There are boroughs and townships throughout the commonwealth that are most notable for how empty they feel, commercial corridors where vacant storefronts far outnumber active businesses. Legislation under consideration in Harrisburg, House Bill 610, would expand the scope of land banks to help address the problem.
Land banks clean and recycle land: They can acquire a piece of property and clear it of old legal entanglements and taxes so it can be sold and returned to use. But there’s one type of property that land banks have a really hard time working with — brownfields.
An Lewis is the executive director of the Tri-COG Land Bank, and she said when most people think about brownfields, abandoned steel mills or huge industrial sites come to mind.
“But what we don’t really think about are all of those neighborhood-based businesses: dry cleaners, gas stations, junk yards.”
Unlike the state’s redevelopment agencies, land banks are not protected from the environmental liability associated with those sites. If a land bank purchased a neighborhood brownfield it could be sued for the harms created by the last owner. In addition, it could be required to clean up those sites, which entails expensive testing and any number of remediation requirements.
The risk and expense keep a lot of places trapped in limbo, Lewis said.
“The amount of oversight from the state is really important,” she said. “But it can act as a barrier to redevelopment.”
The proposed legislation would solve that problem with a small change: it adds “land bank” to a list of entities in Pennsylvania that can do this work without being held responsible for cleanup. Land banks could instead acquire properties, hold them and navigate the process of creating a clean up plan. Then, that plan and its costs could be shared with a potential buyer.
State Rep. Austin Davis introduced the bill and he said the small change it makes could have a big impact.
“We could start to see major revitalization in communities that haven’t seen revitalization in a long time,” he said, adding that no one’s really working on bringing these small brownfield sites back to life.
The Tri-COG Land Bank experienced the inefficiency of the existing system first hand, Lewis said. In 2018 the Borough of Swissvale asked the land bank to help revitalize a former dry cleaners. Shortly after getting involved the land bank realized state law did not protect them; it’s taken more than two years to sort through the red tape.
If the law had been different, “very likely that property would have been returned to the tax rolls some time ago.”
The bill is scheduled for a committee vote on Tuesday.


— WHAT THE EXERCISE ASKS —
When you write out the records, keep every word exact and drop the pictures.

□ □ □ □ □

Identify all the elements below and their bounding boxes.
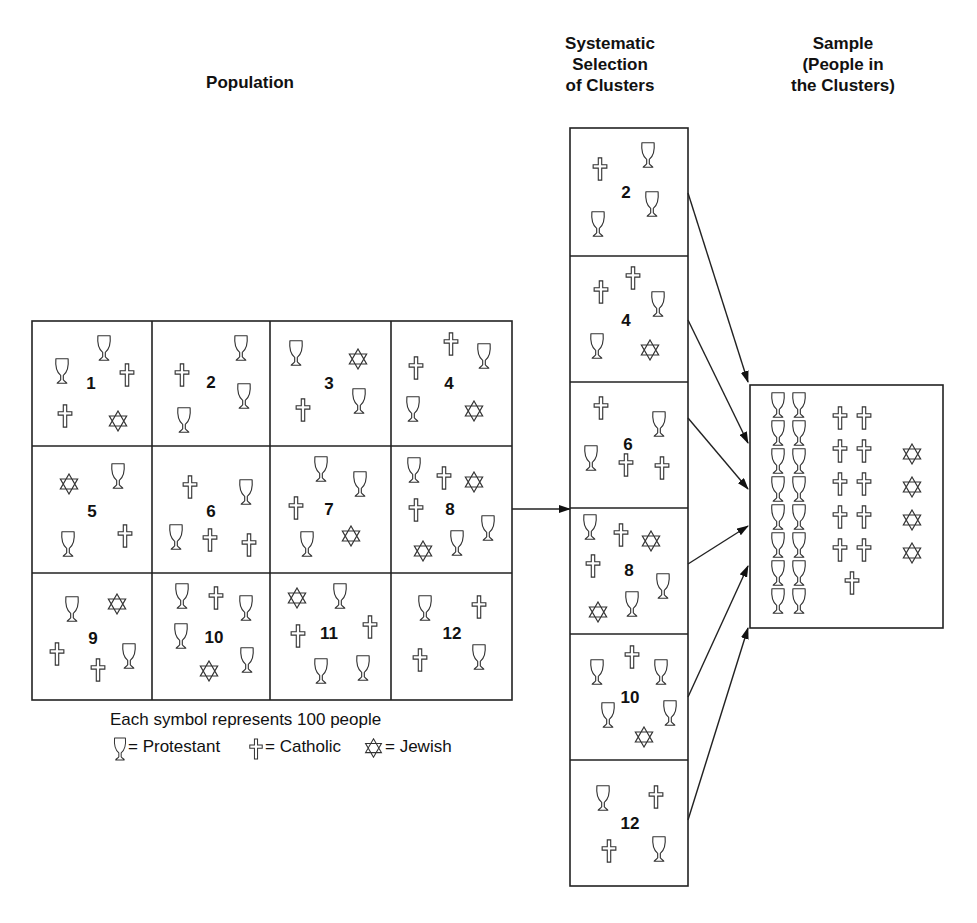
cluster-6: 6: [585, 397, 669, 479]
chalice-icon: [657, 574, 670, 599]
cluster-12: 12: [413, 596, 486, 671]
chalice-icon: [419, 596, 432, 621]
star-of-david-icon: [108, 594, 125, 614]
cluster-number: 11: [320, 624, 338, 643]
star-of-david-icon: [642, 531, 659, 551]
cluster-number: 1: [86, 374, 95, 393]
chalice-icon: [642, 143, 655, 168]
population-grid: [32, 321, 512, 700]
star-of-david-icon: [109, 411, 126, 431]
chalice-icon: [592, 212, 605, 237]
chalice-icon: [112, 464, 125, 489]
cross-icon: [50, 643, 64, 665]
cross-icon: [120, 364, 134, 386]
selected-clusters: 24681012: [584, 143, 677, 862]
cross-icon: [857, 440, 871, 462]
chalice-icon: [98, 336, 111, 361]
cross-icon: [594, 397, 608, 419]
legend-note: Each symbol represents 100 people: [110, 710, 381, 730]
cross-icon: [614, 524, 628, 546]
star-of-david-icon: [903, 543, 920, 563]
chalice-icon: [793, 393, 806, 418]
cross-icon: [625, 646, 639, 668]
cluster-number: 12: [621, 814, 640, 833]
star-of-david-icon: [903, 510, 920, 530]
cluster-number: 2: [206, 373, 215, 392]
chalice-icon: [478, 344, 491, 369]
cluster-number: 10: [205, 628, 224, 647]
chalice-icon: [653, 412, 666, 437]
population-clusters: 123456789101112: [50, 333, 494, 683]
chalice-icon: [56, 359, 69, 384]
legend-catholic-label: = Catholic: [265, 737, 341, 757]
cluster-5: 5: [60, 464, 131, 557]
cluster-9: 9: [50, 594, 135, 681]
cross-icon: [203, 529, 217, 551]
chalice-icon: [772, 421, 785, 446]
chalice-icon: [482, 516, 495, 541]
cluster-number: 10: [621, 688, 640, 707]
cross-icon: [845, 572, 859, 594]
chalice-icon: [353, 389, 366, 414]
cluster-number: 5: [87, 502, 96, 521]
chalice-icon: [772, 533, 785, 558]
cross-icon: [118, 525, 132, 547]
chalice-icon: [178, 408, 191, 433]
star-of-david-icon: [200, 661, 217, 681]
chalice-icon: [451, 531, 464, 556]
cluster-2: 2: [592, 143, 659, 237]
chalice-icon: [772, 589, 785, 614]
cross-icon: [363, 616, 377, 638]
star-of-david-icon: [641, 340, 658, 360]
chalice-icon: [235, 336, 248, 361]
cluster-number: 8: [445, 500, 454, 519]
chalice-icon: [176, 584, 189, 609]
cross-icon: [437, 467, 451, 489]
cross-icon: [626, 267, 640, 289]
chalice-icon: [772, 449, 785, 474]
cluster-number: 9: [88, 629, 97, 648]
cross-icon: [649, 786, 663, 808]
cross-icon: [833, 539, 847, 561]
star-of-david-icon: [903, 477, 920, 497]
cross-icon: [472, 596, 486, 618]
cluster-2: 2: [175, 336, 250, 433]
chalice-icon: [772, 393, 785, 418]
chalice-icon: [772, 561, 785, 586]
cross-icon: [833, 407, 847, 429]
cross-icon: [409, 499, 423, 521]
cluster-6: 6: [170, 476, 256, 556]
cluster-number: 3: [324, 374, 333, 393]
cross-icon: [413, 649, 427, 671]
cluster-1: 1: [56, 336, 134, 431]
chalice-icon: [241, 648, 254, 673]
chalice-icon: [408, 458, 421, 483]
star-of-david-icon: [414, 541, 431, 561]
chalice-icon: [473, 645, 486, 670]
cluster-number: 6: [206, 502, 215, 521]
cluster-8: 8: [584, 515, 670, 622]
chalice-icon: [591, 660, 604, 685]
chalice-icon: [407, 397, 420, 422]
chalice-icon: [334, 584, 347, 609]
star-of-david-icon: [288, 588, 305, 608]
chalice-icon: [793, 589, 806, 614]
cross-icon: [296, 399, 310, 421]
cross-icon: [857, 539, 871, 561]
selection-to-sample-arrows: [688, 193, 748, 820]
chalice-icon: [301, 532, 314, 557]
cluster-number: 4: [444, 374, 454, 393]
cross-icon: [291, 625, 305, 647]
cross-icon: [857, 473, 871, 495]
cluster-number: 12: [443, 624, 462, 643]
chalice-icon: [591, 334, 604, 359]
chalice-icon: [584, 515, 597, 540]
cross-icon: [857, 407, 871, 429]
sample-symbols: [772, 393, 921, 614]
cluster-4: 4: [407, 333, 491, 421]
cross-icon: [833, 506, 847, 528]
cross-icon: [444, 333, 458, 355]
legend-chalice-icon: [114, 738, 125, 760]
chalice-icon: [793, 561, 806, 586]
chalice-icon: [357, 656, 370, 681]
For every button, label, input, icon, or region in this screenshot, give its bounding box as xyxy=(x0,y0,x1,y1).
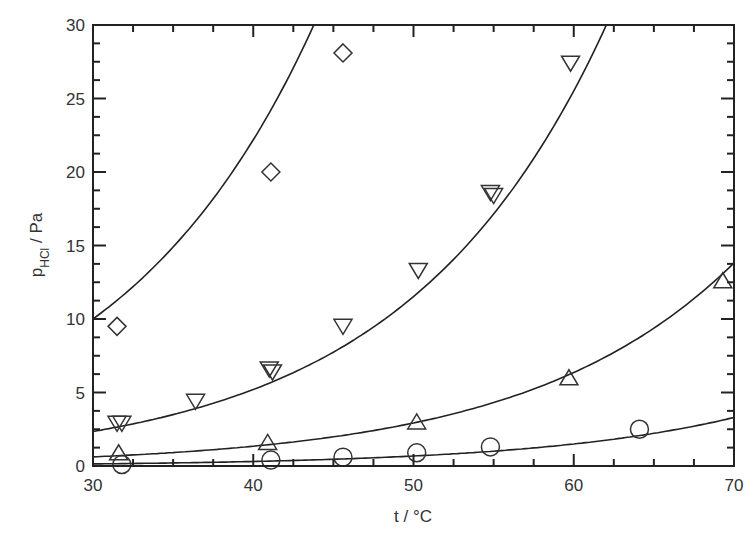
marker-circle xyxy=(334,448,352,466)
marker-triangle-down xyxy=(409,263,427,278)
fit-curve-triangle-up xyxy=(93,263,734,457)
marker-diamond xyxy=(108,317,126,335)
x-tick-labels: 3040506070 xyxy=(84,476,744,495)
y-tick-label: 15 xyxy=(66,237,85,256)
y-tick-label: 30 xyxy=(66,16,85,35)
x-tick-label: 30 xyxy=(84,476,103,495)
marker-circle xyxy=(408,444,426,462)
x-tick-label: 50 xyxy=(404,476,423,495)
y-tick-label: 10 xyxy=(66,310,85,329)
chart: 3040506070 051015202530 t / °C pHCl / Pa xyxy=(0,0,756,536)
marker-circle xyxy=(481,438,499,456)
y-tick-label: 20 xyxy=(66,163,85,182)
marker-triangle-down xyxy=(562,56,580,71)
marker-diamond xyxy=(334,44,352,62)
fit-curve-triangle-down xyxy=(93,0,734,432)
marker-triangle-down xyxy=(334,319,352,334)
data-markers xyxy=(108,44,732,474)
y-tick-label: 0 xyxy=(76,457,85,476)
y-tick-label: 5 xyxy=(76,384,85,403)
x-tick-label: 70 xyxy=(725,476,744,495)
y-tick-labels: 051015202530 xyxy=(66,16,85,476)
x-axis-title: t / °C xyxy=(394,507,432,526)
y-axis-title: pHCl / Pa xyxy=(27,212,52,277)
marker-diamond xyxy=(262,163,280,181)
x-tick-label: 40 xyxy=(244,476,263,495)
y-tick-label: 25 xyxy=(66,90,85,109)
x-tick-label: 60 xyxy=(564,476,583,495)
marker-circle xyxy=(113,456,131,474)
marker-triangle-up xyxy=(259,434,277,449)
marker-triangle-up xyxy=(110,445,128,460)
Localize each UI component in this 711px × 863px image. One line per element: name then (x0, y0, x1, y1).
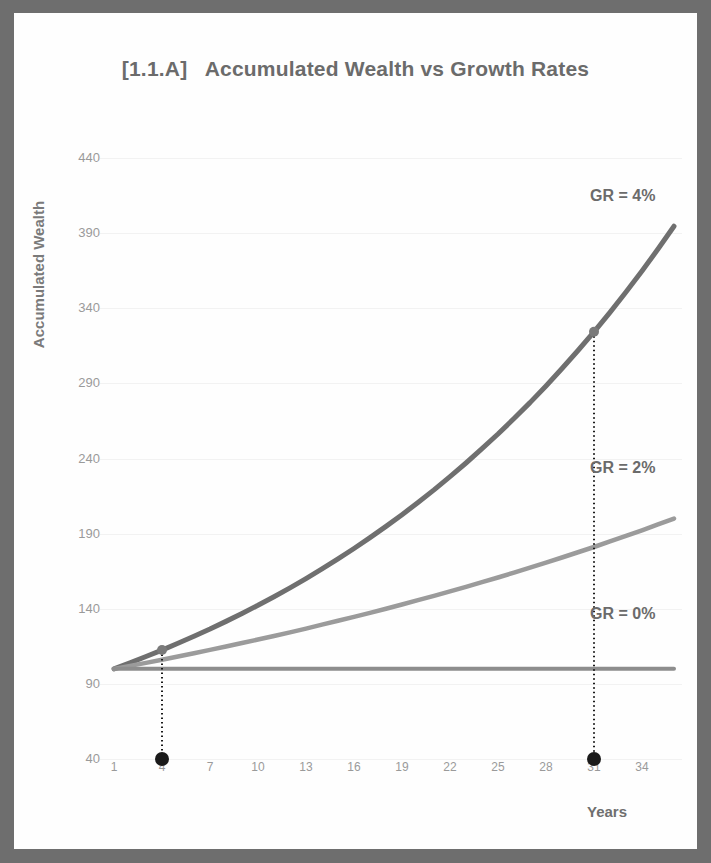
marker-year-31-axis-dot (587, 752, 601, 766)
series-line-gr-2 (114, 519, 674, 669)
marker-year-31-curve-marker (589, 327, 599, 337)
marker-year-4-axis-dot (155, 752, 169, 766)
series-label-gr-0: GR = 0% (590, 605, 655, 623)
chart-canvas: [1.1.A] Accumulated Wealth vs Growth Rat… (14, 13, 697, 849)
marker-year-4-curve-marker (157, 645, 167, 655)
image-frame-border: [1.1.A] Accumulated Wealth vs Growth Rat… (0, 0, 711, 863)
series-label-gr-2: GR = 2% (590, 459, 655, 477)
series-label-gr-4: GR = 4% (590, 187, 655, 205)
plot-area (14, 13, 697, 849)
series-line-gr-4 (114, 226, 674, 669)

□ □ □ □ □

— EXERCISE RESPONSE —
Identify all the elements below and their bounding boxes.
cluster-6: 6: [585, 397, 669, 479]
chalice-icon: [657, 574, 670, 599]
cluster-12: 12: [413, 596, 486, 671]
chalice-icon: [419, 596, 432, 621]
star-of-david-icon: [108, 594, 125, 614]
cluster-number: 11: [320, 624, 338, 643]
star-of-david-icon: [642, 531, 659, 551]
cluster-number: 1: [86, 374, 95, 393]
chalice-icon: [642, 143, 655, 168]
population-grid: [32, 321, 512, 700]
star-of-david-icon: [109, 411, 126, 431]
chalice-icon: [592, 212, 605, 237]
chalice-icon: [112, 464, 125, 489]
cross-icon: [50, 643, 64, 665]
cross-icon: [120, 364, 134, 386]
selected-clusters: 24681012: [584, 143, 677, 862]
cross-icon: [857, 440, 871, 462]
chalice-icon: [98, 336, 111, 361]
cross-icon: [594, 397, 608, 419]
legend-note: Each symbol represents 100 people: [110, 710, 381, 730]
cross-icon: [614, 524, 628, 546]
star-of-david-icon: [903, 543, 920, 563]
chalice-icon: [793, 393, 806, 418]
cross-icon: [625, 646, 639, 668]
cluster-number: 12: [621, 814, 640, 833]
star-of-david-icon: [903, 510, 920, 530]
cluster-number: 2: [206, 373, 215, 392]
chalice-icon: [478, 344, 491, 369]
cluster-number: 10: [205, 628, 224, 647]
chalice-icon: [653, 412, 666, 437]
population-clusters: 123456789101112: [50, 333, 494, 683]
chalice-icon: [56, 359, 69, 384]
legend-catholic-label: = Catholic: [265, 737, 341, 757]
cluster-5: 5: [60, 464, 131, 557]
cluster-9: 9: [50, 594, 135, 681]
cross-icon: [203, 529, 217, 551]
chalice-icon: [772, 421, 785, 446]
chalice-icon: [482, 516, 495, 541]
cluster-number: 10: [621, 688, 640, 707]
cross-icon: [845, 572, 859, 594]
chalice-icon: [353, 389, 366, 414]
cluster-number: 5: [87, 502, 96, 521]
chalice-icon: [772, 533, 785, 558]
cross-icon: [118, 525, 132, 547]
chalice-icon: [178, 408, 191, 433]
star-of-david-icon: [200, 661, 217, 681]
chalice-icon: [451, 531, 464, 556]
cluster-2: 2: [592, 143, 659, 237]
chalice-icon: [772, 589, 785, 614]
cross-icon: [363, 616, 377, 638]
star-of-david-icon: [641, 340, 658, 360]
chalice-icon: [235, 336, 248, 361]
cluster-number: 8: [445, 500, 454, 519]
chalice-icon: [176, 584, 189, 609]
cross-icon: [437, 467, 451, 489]
cross-icon: [626, 267, 640, 289]
chalice-icon: [772, 449, 785, 474]
cluster-number: 9: [88, 629, 97, 648]
cross-icon: [649, 786, 663, 808]
cross-icon: [833, 539, 847, 561]
star-of-david-icon: [903, 477, 920, 497]
cross-icon: [472, 596, 486, 618]
cluster-2: 2: [175, 336, 250, 433]
chalice-icon: [772, 393, 785, 418]
chalice-icon: [772, 561, 785, 586]
cross-icon: [833, 407, 847, 429]
cross-icon: [409, 499, 423, 521]
cluster-6: 6: [170, 476, 256, 556]
cluster-number: 3: [324, 374, 333, 393]
cross-icon: [413, 649, 427, 671]
cluster-1: 1: [56, 336, 134, 431]
chalice-icon: [241, 648, 254, 673]
chalice-icon: [408, 458, 421, 483]
star-of-david-icon: [414, 541, 431, 561]
chalice-icon: [473, 645, 486, 670]
cluster-number: 6: [206, 502, 215, 521]
cluster-8: 8: [584, 515, 670, 622]
chalice-icon: [591, 660, 604, 685]
chalice-icon: [407, 397, 420, 422]
chalice-icon: [334, 584, 347, 609]
star-of-david-icon: [288, 588, 305, 608]
chalice-icon: [793, 589, 806, 614]
cross-icon: [296, 399, 310, 421]
cross-icon: [857, 539, 871, 561]
selection-to-sample-arrows: [688, 193, 748, 820]
chalice-icon: [301, 532, 314, 557]
cluster-number: 4: [444, 374, 454, 393]
cross-icon: [291, 625, 305, 647]
cross-icon: [857, 473, 871, 495]
cluster-number: 12: [443, 624, 462, 643]
chalice-icon: [591, 334, 604, 359]
chalice-icon: [584, 515, 597, 540]
cross-icon: [857, 407, 871, 429]
sample-symbols: [772, 393, 921, 614]
cluster-4: 4: [407, 333, 491, 421]
cross-icon: [833, 506, 847, 528]
cross-icon: [444, 333, 458, 355]
legend-chalice-icon: [114, 738, 125, 760]
chalice-icon: [793, 561, 806, 586]
chalice-icon: [357, 656, 370, 681]
For every button, label, input, icon, or region in this screenshot, give its bounding box as xyxy=(x0,y0,x1,y1).
marker-circle xyxy=(334,448,352,466)
marker-triangle-down xyxy=(409,263,427,278)
fit-curve-triangle-up xyxy=(93,263,734,457)
marker-diamond xyxy=(108,317,126,335)
x-tick-labels: 3040506070 xyxy=(84,476,744,495)
y-tick-label: 15 xyxy=(66,237,85,256)
y-tick-label: 30 xyxy=(66,16,85,35)
x-tick-label: 30 xyxy=(84,476,103,495)
marker-circle xyxy=(408,444,426,462)
x-tick-label: 50 xyxy=(404,476,423,495)
y-tick-label: 10 xyxy=(66,310,85,329)
chart: 3040506070 051015202530 t / °C pHCl / Pa xyxy=(0,0,756,536)
marker-circle xyxy=(481,438,499,456)
y-tick-label: 20 xyxy=(66,163,85,182)
marker-triangle-down xyxy=(562,56,580,71)
marker-diamond xyxy=(334,44,352,62)
fit-curve-triangle-down xyxy=(93,0,734,432)
marker-triangle-down xyxy=(334,319,352,334)
data-markers xyxy=(108,44,732,474)
y-tick-label: 0 xyxy=(76,457,85,476)
y-tick-label: 5 xyxy=(76,384,85,403)
x-tick-label: 70 xyxy=(725,476,744,495)
y-tick-labels: 051015202530 xyxy=(66,16,85,476)
x-axis-title: t / °C xyxy=(394,507,432,526)
y-axis-title: pHCl / Pa xyxy=(27,212,52,277)
marker-diamond xyxy=(262,163,280,181)
x-tick-label: 40 xyxy=(244,476,263,495)
y-tick-label: 25 xyxy=(66,90,85,109)
x-tick-label: 60 xyxy=(564,476,583,495)
marker-circle xyxy=(113,456,131,474)
marker-triangle-up xyxy=(259,434,277,449)
marker-triangle-up xyxy=(110,445,128,460)
Localize each UI component in this 711px × 863px image. One line per element: name then (x0, y0, x1, y1).
marker-year-31-axis-dot (587, 752, 601, 766)
series-line-gr-2 (114, 519, 674, 669)
marker-year-31-curve-marker (589, 327, 599, 337)
marker-year-4-axis-dot (155, 752, 169, 766)
series-label-gr-0: GR = 0% (590, 605, 655, 623)
chart-canvas: [1.1.A] Accumulated Wealth vs Growth Rat… (14, 13, 697, 849)
marker-year-4-curve-marker (157, 645, 167, 655)
image-frame-border: [1.1.A] Accumulated Wealth vs Growth Rat… (0, 0, 711, 863)
series-label-gr-2: GR = 2% (590, 459, 655, 477)
series-label-gr-4: GR = 4% (590, 187, 655, 205)
plot-area (14, 13, 697, 849)
series-line-gr-4 (114, 226, 674, 669)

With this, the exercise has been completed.